Adelaide based PV manufacturer Tindo Solar has unveiled plans to build a solar panel “gigafactory” in Australia and believes it can get this done for just $90-100 million and within two years, with the right federal government support.
Tindo CEO Richard Petterson says the proposed “giga-scale” factory would make up to 1.9 million panels a year and could be in production by mid-2025.
The company – Australia’s first and, to date, only homegrown solar panel manufacturer – says it is mainly looking at potential sites in regional New South Wales and Queensland which are close to ports and has Letters of Intent from potential offtakers.

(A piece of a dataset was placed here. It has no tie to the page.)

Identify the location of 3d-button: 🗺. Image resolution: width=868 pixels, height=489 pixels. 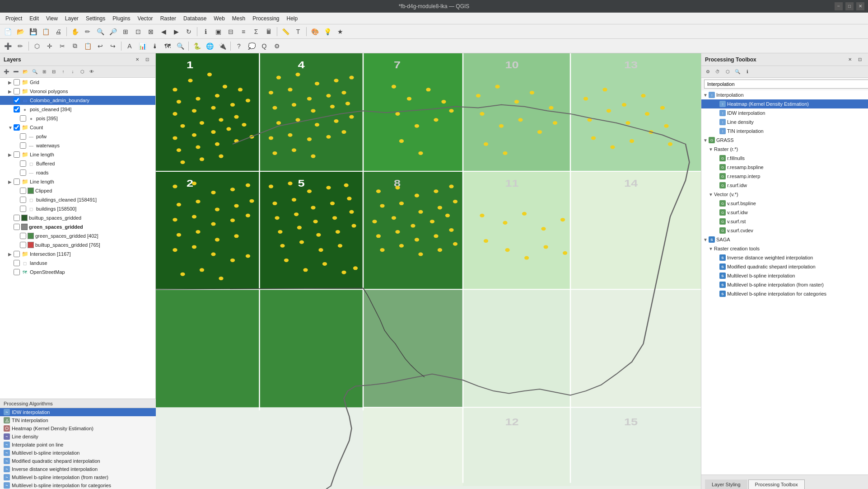
(168, 46).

Petterson says the budget for the ambitious project is based on recent experience, after the company opened an expanded 150MW factory in Adelaide in January, 2023. It is yet to reach full production.
Petterson says 70 per cent of the cost of a solar panel factory is in construction and land; the trick will be doing a deal on the latter to keep costs in the realm of the initial budget.
“Our business case for the development is based on reasonable estimates. We’ve done some early, informal work with parties that can support that and they support our estimates for the cost of a factory and land and other things,” Petterson told RenewEconomy.
The cost of building large solar panel factories outside China varies wildly, depending on the cost of land, the technology, regulatory requirements, and construction costs.
Carbon is planning to invest about €430 million per GW to build its first plant in the south of France, near Marseille, and Enel’s investment in an Oklahoma factory works out at about $US333 million per GW of panels produced annually.
Tindo is relying on government support to make the project reality.
It is eyeing the $15 billion National Reconstruction Fund, which the federal government wants to use to develop more manufacturing capacity in the renewable energy sector, ARENA funding, and state initiatives.
“[A revived solar panel manufacturing industry] definitely needs government support to be sensible,” Petterson says.
“It’s such a tight market. We’re responding to the government’s call to establish an industry in Australia but we’re starting from a very low base.
“The main thing is the government policy around how it’s going to support industry both from the NRF point of view and a response to the IRA. That’s the key issue at the moment and it’s time critical as the global market is getting on with it really quickly.”
The US’ Inflation Reduction Act (IRA) created a production credit to incentivise renewable energy technology manufacturing, and Petterson is quietly urging Australia to do something similar.
The IRA and similar efforts in the EU, Japan and other countries, as well as China’s multi-decade support for its own industry, means companies like Tindo want price support for the end product to encourage investors to support the initial idea.
State and regional governments are prepared to do quick deals on land for clean energy projects.
Quinbrook secured a 200 hectare parcel near Townsville last year for its $8 billion polysilicon factory and CleanCo is open to ideas for its former coal power plant site Swanbank in Brisbane.
Even though Australia is yet to come up with a response to the 2022 IRA, money is moving from government coffers to renewables projects, including building a solar supply chain.
In November ARENA gave SunDrive $11 million to take its low cost solar panel from prototype to a 100MW commercial plant, as part of a $33.5 million capital raise. The company did not say how much it expected the scaled-up plant to cost.
Federal cash, again via ARENA, last year went towards funding a $1.2 million Silicon to Solar study to figure out how to rebuild a domestic solar industry. The final report is due in April.
Australia had a solar industry in the 2000s but it was killed off by manufacturers in China which were able to produce more panels, more cheaply.
Tindo is the last remaining solar panel producer in Australia with operations stretching back to 2011.
It outlasted BP Solar and the buyer of its Olympic Park site in Sydney, Silex Systems, which went out of business in 2009 and 2012 respectively.
When Silex Systems left the industry in 2012, CEO Michael Goldsworthy blamed the “triple whammy” of cheap Chinese modules flooding the market, the high Australian dollar, and inadequate government support.
China supplied 80 per cent of all components globally in 2021.
That is one of the main factors driving federal support for a domestic industry.
In July, federal energy minister Chris Bowen said Australia relies too heavily on overseas supply chains concentrated in one location, and reiterated the long-held idea that Australia has the right pieces to make panels at home, they simply need to be fitted together.
The Silicon to Solar study is being driven by the Australian PV Institute (APVI), which suggested in a 2022 preview the country has the building blocks for a solar industry – local battery, PV module and system controller manufacturing facilities, as well as pilot PV recycling facilities – but inferred that governments must step in with financial and regulatory support.
Tindo estimates that a 1GW factory is the scale needed to kick start a domestic upstream supply chain for solar panels.
The company is in talks with local manufacturers and Petterson says aluminium is likely to be an easy material to source locally, and parts such as junction boxes could be reshored from India, but sourcing glass would be more difficult as there is only one producer of this in Australia today.